Date & Time: Wednesday 9 December, 16.00-18.00 (GMT)

Book launch: Practices of Projection: Histories and Technologies (eds. Gabriel Menotti and Virginia Crisp)

The Department of Culture, Media and Creative Industries at King’s College London has the pleasure of hosting a launch of the collection published by the Oxford University Press on Wednesday 9th December 2020.

To many, the technological aspects of projection often go unnoticed, only brought to attention during moments of crisis or malfunction. For example, when a movie theatre projector falters, the audience suddenly looks toward the back of the theatre to see a sign of mechanical failure. The history of cinema similarly shows that the attention to projection has been most focused when the whole medium is hanging in suspension. During Hollywood’s economic consolidation in the ’30s, projection defined the ways that sync-sound technologies could be deployed within the medium.

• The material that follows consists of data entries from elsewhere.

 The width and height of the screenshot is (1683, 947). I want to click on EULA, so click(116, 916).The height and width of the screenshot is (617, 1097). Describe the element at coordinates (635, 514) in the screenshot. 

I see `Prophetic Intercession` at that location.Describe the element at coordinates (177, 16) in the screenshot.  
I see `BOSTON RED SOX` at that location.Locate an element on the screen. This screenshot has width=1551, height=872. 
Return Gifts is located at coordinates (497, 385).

Most recently, the digitization of cinema repeated this process as technology was reworked to facilitate mobility. These examples show how projection continually speaks to the rearrangement of media technology. Projection, therefore, needs to be examined as a pivotal element in the future of visual media’s technological transition.

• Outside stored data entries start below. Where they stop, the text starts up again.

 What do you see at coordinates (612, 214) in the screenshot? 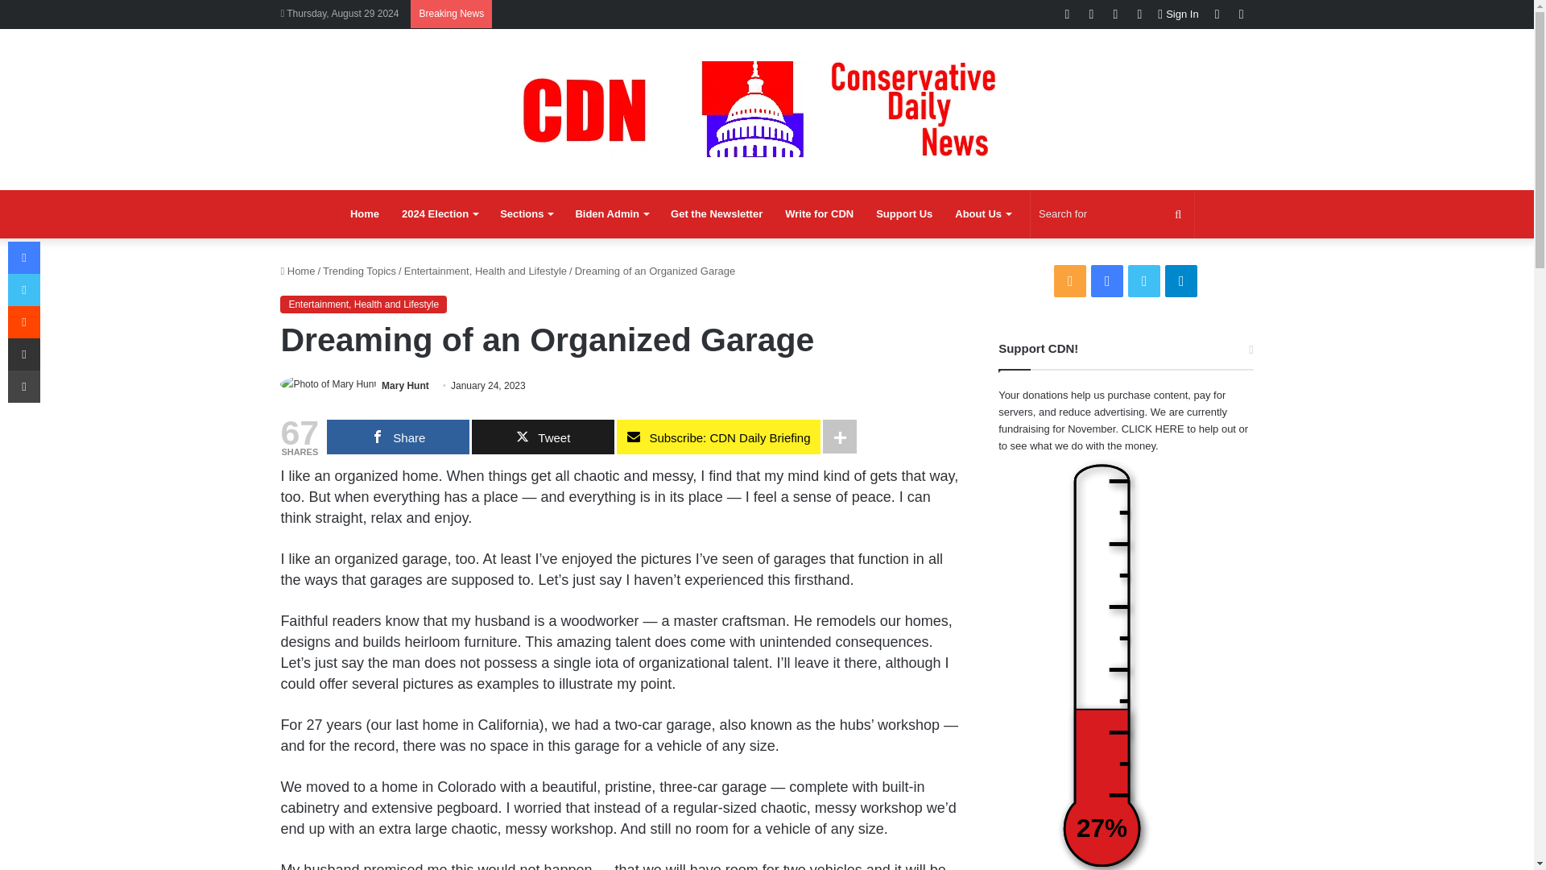
I see `Biden Admin` at bounding box center [612, 214].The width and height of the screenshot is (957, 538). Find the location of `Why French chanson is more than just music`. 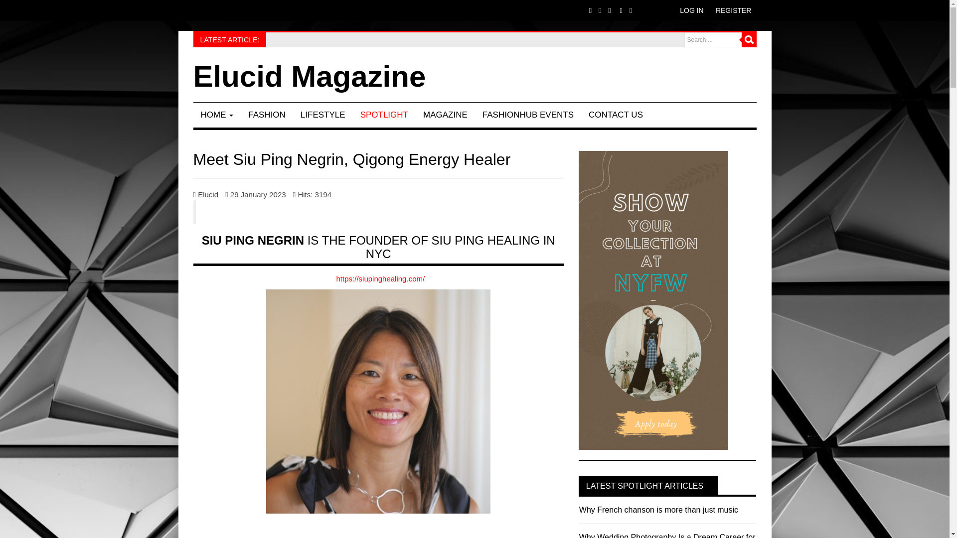

Why French chanson is more than just music is located at coordinates (325, 39).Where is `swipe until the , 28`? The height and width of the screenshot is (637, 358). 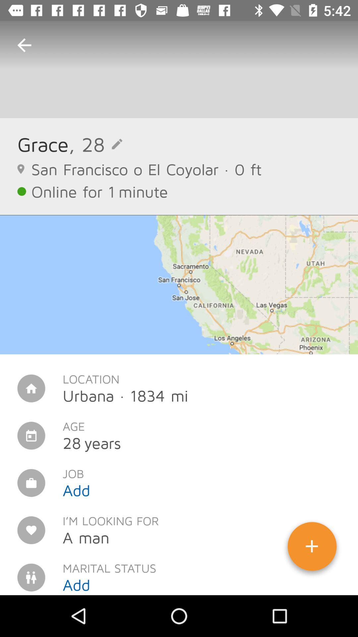
swipe until the , 28 is located at coordinates (95, 144).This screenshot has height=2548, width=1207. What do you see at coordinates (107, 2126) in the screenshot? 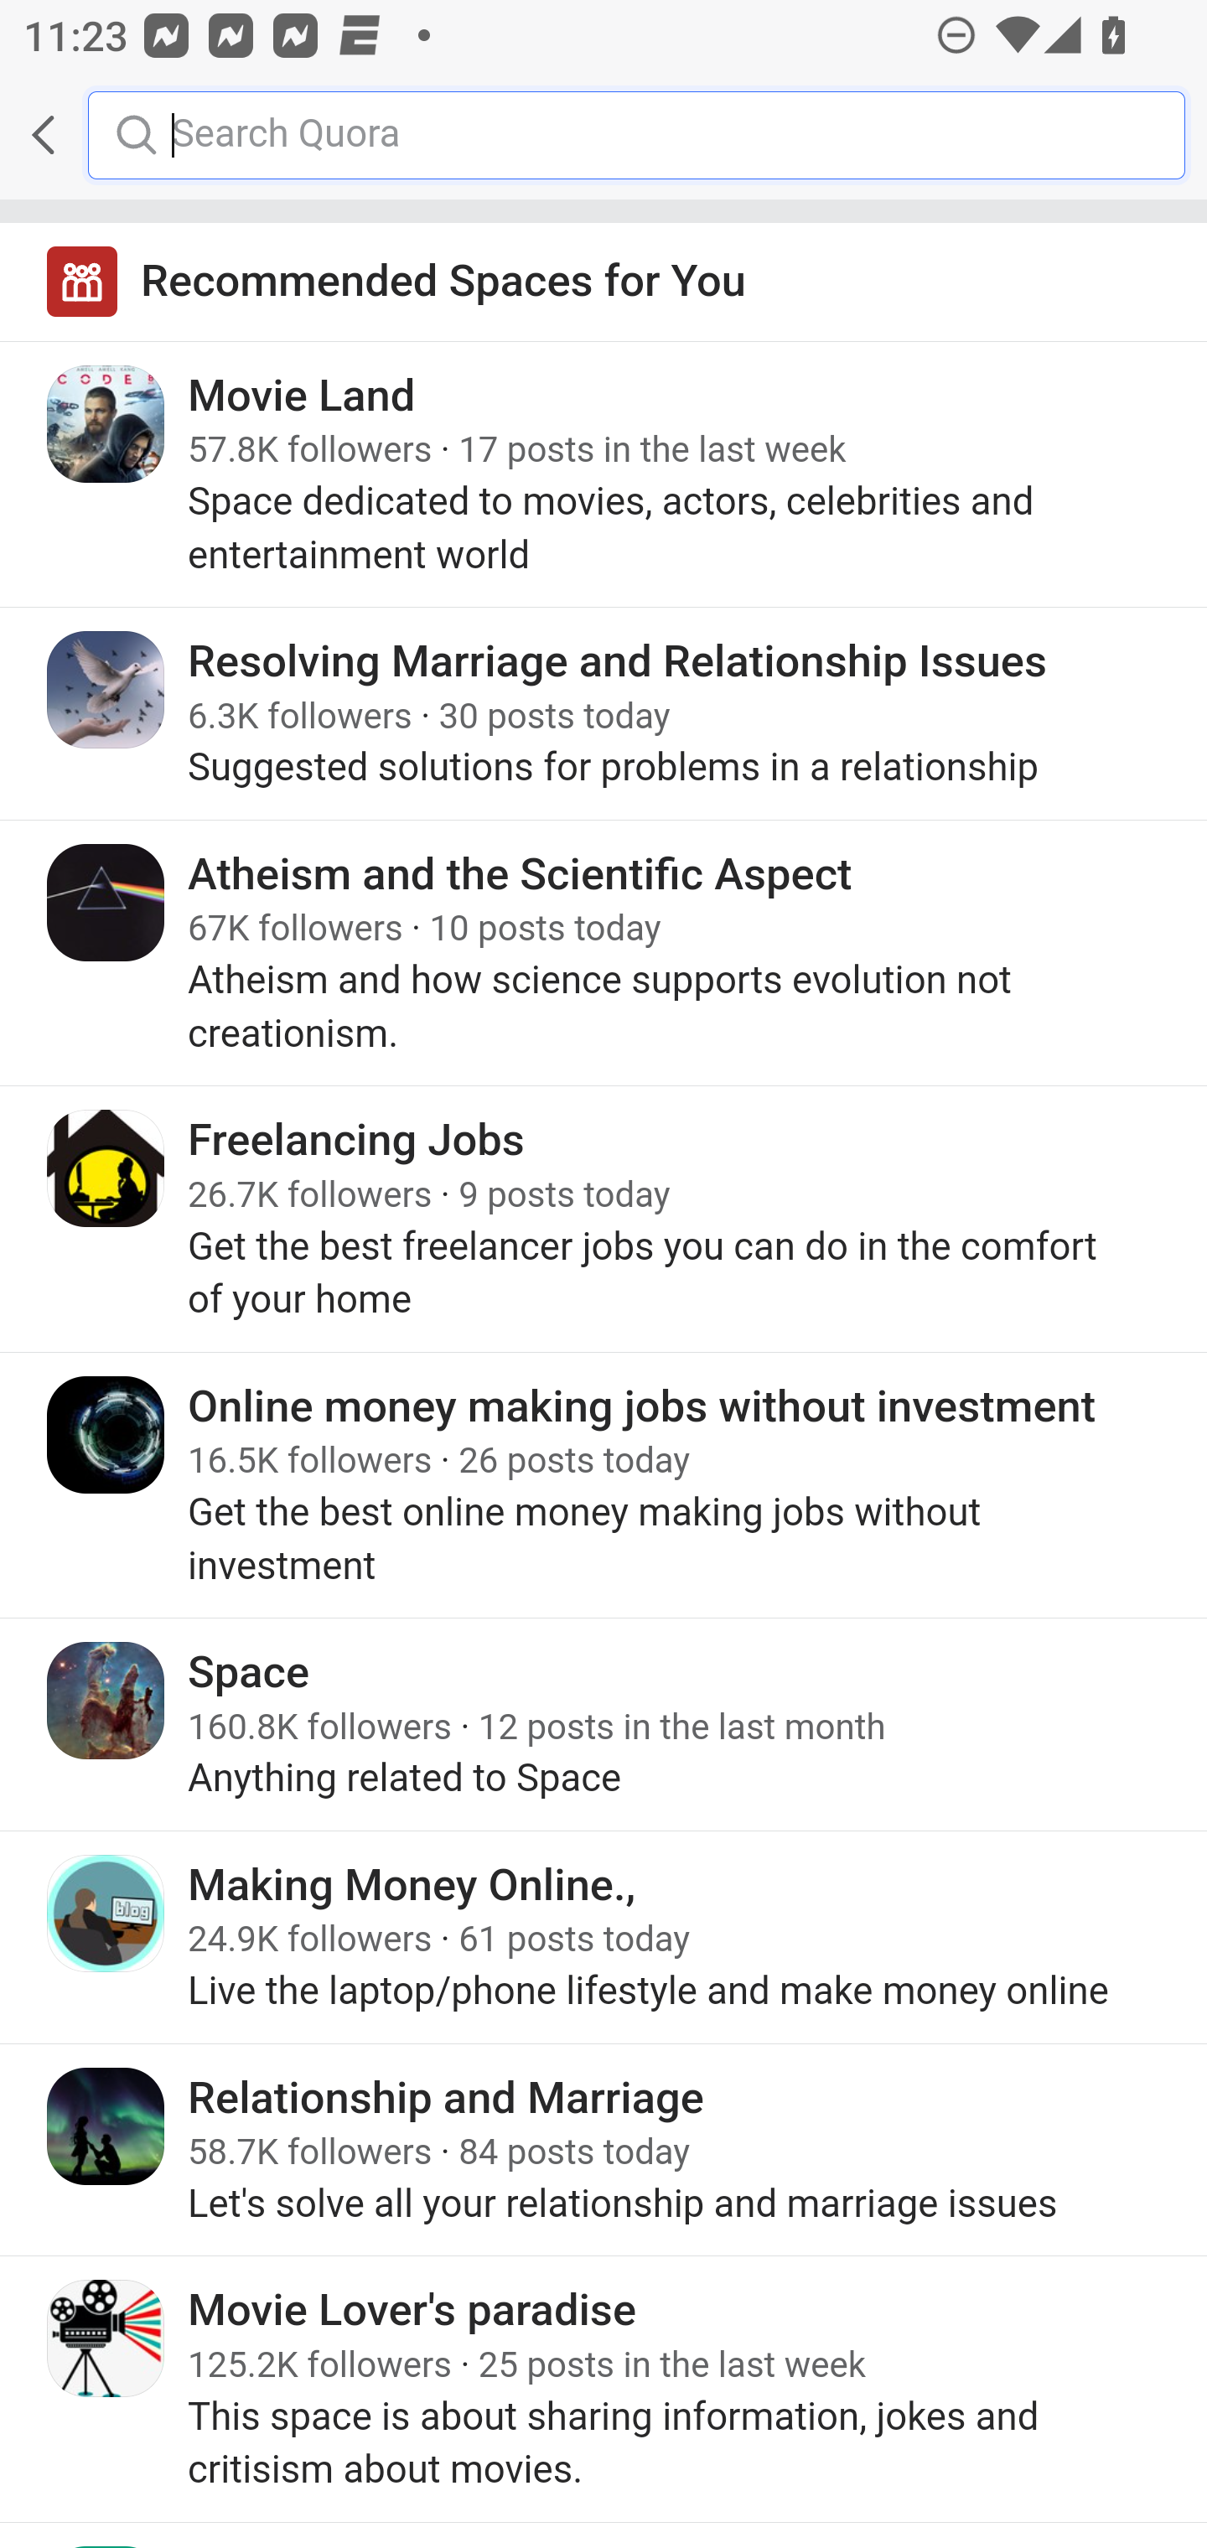
I see `Icon for Relationship and Marriage` at bounding box center [107, 2126].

In Practices of Projection: Histories and Technologies, volume editors Gabriel Menotti and Virginia Crisp address the cultural and technological significance of projection. Throughout the volume, chapters reiterate that projection cannot, and must not, be reduced to its cinematic functions alone. Borrowing media theorist Siegfried Zielinksi’s definition, Menotti and Crisp refer to projection as the “heterogeneous array of artefacts, technical systems, and particularly visual praxes of experimentation and of culture.” From this, readers can understand the performative character of the moving image and the labour of the different actors involved in the utterance of the film text. Projection is not the same everywhere, nor equal all the time. Its systems are in permanent interaction with environmental circumstances, neighbouring structures, local cultures, and social economies. Thus the idea of projection as a universal, fully autonomous operation cannot hold. Each occurrence of projection adds nuance to a wider understanding of film screening technologies.

Speakers

Gabriel Menotti (Lecturer in Film Editing & Multimedia, Federal University of Espírito Santo) and Virginia Crisp (Lecturer in Cultural & Creative Industries, King’s College London) and other contributors, including Leila Sujir, PI and Director of Elastic Spaces.